I thought I would just take a minute to share this little code snippet with you as I had some trouble finding posts online that would tell me if I was going about this the right way! The problem is that I needed a fast way to count how many rows were in a database without using a CPU demanding function like mysql_num_rows().
<?php
$query = 'SELECT COUNT(*) FROM `users`';
$result = mysql_query($query) or die('Sorry, we could not count the number of results: ' . mysql_error());
$numberofresults = mysql_result($result, 0);
?>You can also limit the count to only rows that meet a certain value:
<?php
//Where the user id is greater than 149.
$query = 'SELECT COUNT(*) FROM `your_table` WHERE `id` > 149';
$result = mysql_query($query) or die('Sorry, we could not count the number of results: ' . mysql_error());
$numberofresults = mysql_result($result, 0);
?>Keep in mind that this is for counting all the rows in the table. For example, if you had a database like this with 40 of your "users" in it:
CREATE TABLE `users` (
`id` int(11) NOT NULL auto_increment,
`username` varchar(20) NOT NULL default '',
`password` varchar(20) NOT NULL default '',
`email` varchar(70) NOT NULL default '',
)Remember, it is slower to select a single field (SELECT COUNT(id)FROM `users`) than it is to just count the whole thing (SELECT COUNT(*)FROM `users`). Because MySQL already knows how many rows are in each database - so it can just tell you. But if you specify a certain field - then MySQL has to open each row and look around for that field.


Work to be completed
Could you restate every entry word for word, minus the pictures?

Exercise input
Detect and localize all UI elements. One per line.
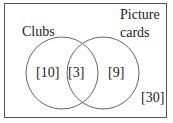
clubs-label: Clubs [22,24,55,39]
picture-cards-label-line2: cards [120,25,150,40]
intersection-value: [3] [68,65,84,80]
picture-cards-label-line1: Picture [120,7,160,22]
picture-cards-only-value: [9] [108,65,124,80]
venn-diagram: Clubs Picture cards [10] [3] [9] [30] [0,0,173,123]
outside-value: [30] [141,90,164,105]
clubs-only-value: [10] [36,65,59,80]
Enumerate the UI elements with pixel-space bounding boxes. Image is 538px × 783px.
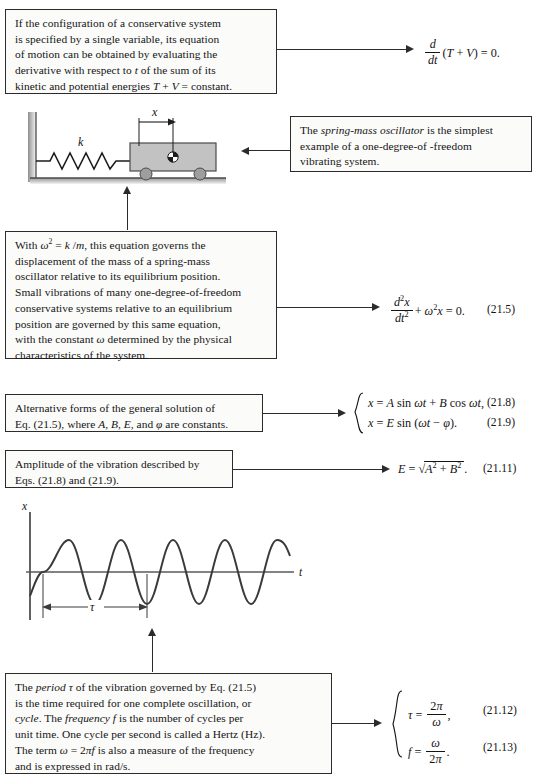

Final answer
Detect and localize all UI elements. One per line.
clubs-label: Clubs [22,24,55,39]
picture-cards-label-line2: cards [120,25,150,40]
intersection-value: [3] [68,65,84,80]
picture-cards-label-line1: Picture [120,7,160,22]
picture-cards-only-value: [9] [108,65,124,80]
venn-diagram: Clubs Picture cards [10] [3] [9] [30] [0,0,173,123]
outside-value: [30] [141,90,164,105]
clubs-only-value: [10] [36,65,59,80]
Enumerate the UI elements with pixel-space bounding boxes. Image is 538px × 783px.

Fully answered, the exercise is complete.